Example 1: A CYP2C9 diplotype of *1/*4 has one normal function allele (*1) which is assigned an activity value of 1.0 and one decreased function allele (*4) which is assigned an activity value of 0.5. Combined, those two activity values give an activity score of 1.5, which maps to an "Intermediate Metabolizer" phenotype for CYP2C9. We then use the 1.5 activity score as the gene result to look up the appropriate recommendations for CYP2C9.

Example 2: A CYP2C9 diplotype of *1/*3 has one normal function allele (*1) with an activity value of 1.0 and one no function allele (*3) with activity value of 0.0. This yields a total activity score of 1.0 for this diplotype, which is also an "Intermediate Metabolizer" for CYP2C9. Even though *1/*3 has the same phenotype as *1/*4 from Example 1, it may have a different recommendation since it is the score (1.0) that is used for lookup up recommendations and not the phenotype.

See Phenotypes List for a complete list of activity scores used by PharmCAT.

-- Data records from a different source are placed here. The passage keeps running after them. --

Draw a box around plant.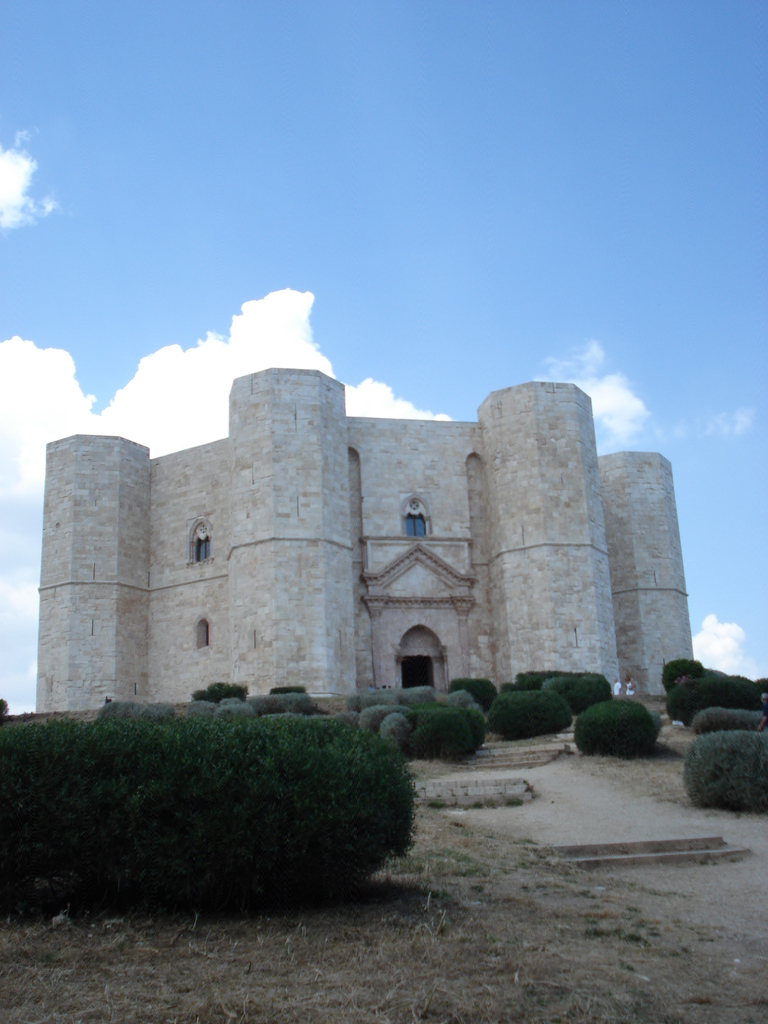
crop(488, 641, 655, 755).
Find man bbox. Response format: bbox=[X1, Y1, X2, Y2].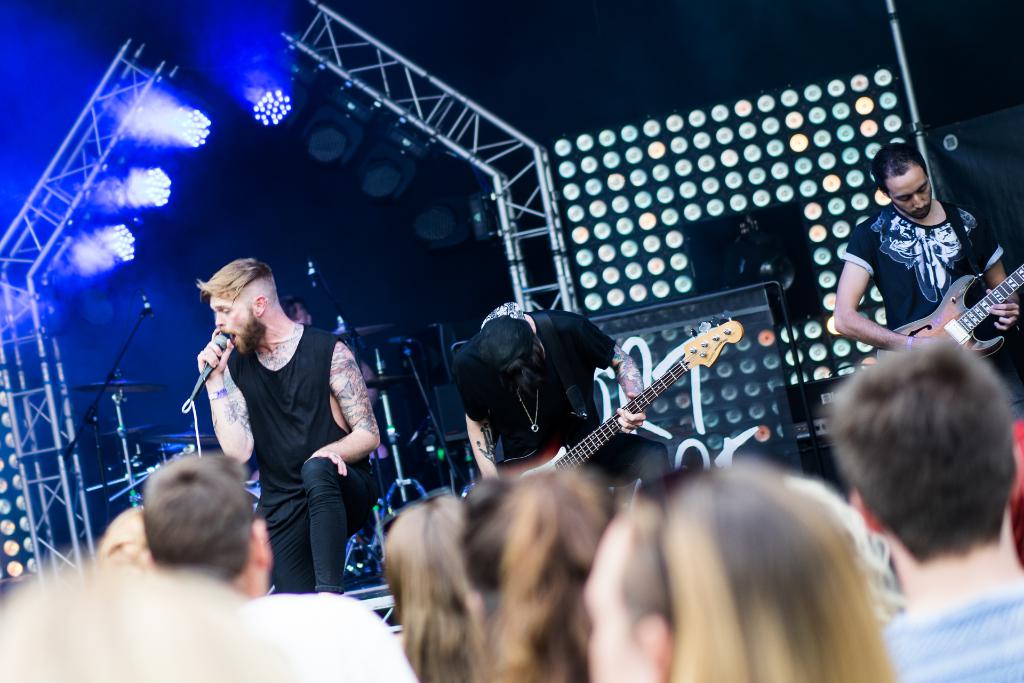
bbox=[458, 300, 653, 484].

Method 3: Single position lookup

Some genes do not have defined named alleles and, instead, rely on a single SNP for their gene result. There is no final "phenotype" assigned like the previous two methods. Instead, the "function" is used as the gene result to lookup recommendations.

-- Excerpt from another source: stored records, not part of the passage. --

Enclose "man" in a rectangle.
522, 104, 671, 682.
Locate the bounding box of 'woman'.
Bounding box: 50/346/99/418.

For example, ABCG2 uses the rs2231142 SNP for recommendation lookups with two possible alleles that can be used for lookups: reference (G) and variant (T). Each allele is assigned a function, but the diplotype itself is also assigned an overall function which is then used for lookup.

Method 4: Allele status lookup

While function and phenotype assignments are common for genes used by PharmCAT, there are some genes where function and phenotype are not assigned. For these genes, the mere presence of particular alleles is what the gene result for lookup is based on.

For example, HLA-B is used in a few guidelines and each guideline can use a different allele for matching recommendations. For example, the CPIC guideline for abacavir looks for the presence of the *57:01 allele but the allopurinol guideline looks for the presence of the *58:01 allele. This means one diplotype given to PharmCAT could result in more than one gene result for HLA-B, one for each allele that is used in recommendation lookup.

Multi-gene Guidelines

Some guidelines will use more than one gene to look up recommendations. In that case, each gene uses its own lookup method as described above, and then the combination of the gene results is used to match a guideline recommendation.

For example, the CPIC phenytoin guideline uses both CYP2C9 (an activity score gene) and HLA-B (an allele status gene) to match to the recommendation text. If a sample is CYP2C9 *1/*1 and the HLA-B *15:02 allele is not present then a combined gene result of a CYP2C9 activity score of 2.0 and an HLA-B result of *15:02 negative will be used to match to a recommendation.

Populations & Multiple Recommendations

A gene result calculated per the methods above can result in more than one recommendation for a particular guideline from a particular source. This happens because the guideline was written with multiple populations in mind and each recommendation that matches should specify a different population.

For example, the CPIC atomoxetine guideline has recommendations for both an adult population and a pediatric population. The populations are not always based on age. Some populations may be based on how long the person has been taking a particular medication or a particular clinical finding, or something else.

Read the source guidelines to find how the population should be interpreted.

Exceptions for recommendation lookup

There are genes that need to use special, individual logic to determine their gene results for recommendation lookup.

See Gene Definition Exceptions for details on these genes.

In the Reporter JSON output, the diplotype used to look up the recommendation is specified in the recommendationDiplotype field.

The "real" diplotype is stored in the sourceDiplotype field. This will be either what the Named Allele Matcher called, or was provided as an outside call. This is the value that is displayed in the PharmCAT reports.


PharmCAT is managed at Stanford University & University of Pennsylvania (NHGRI U24HG013077).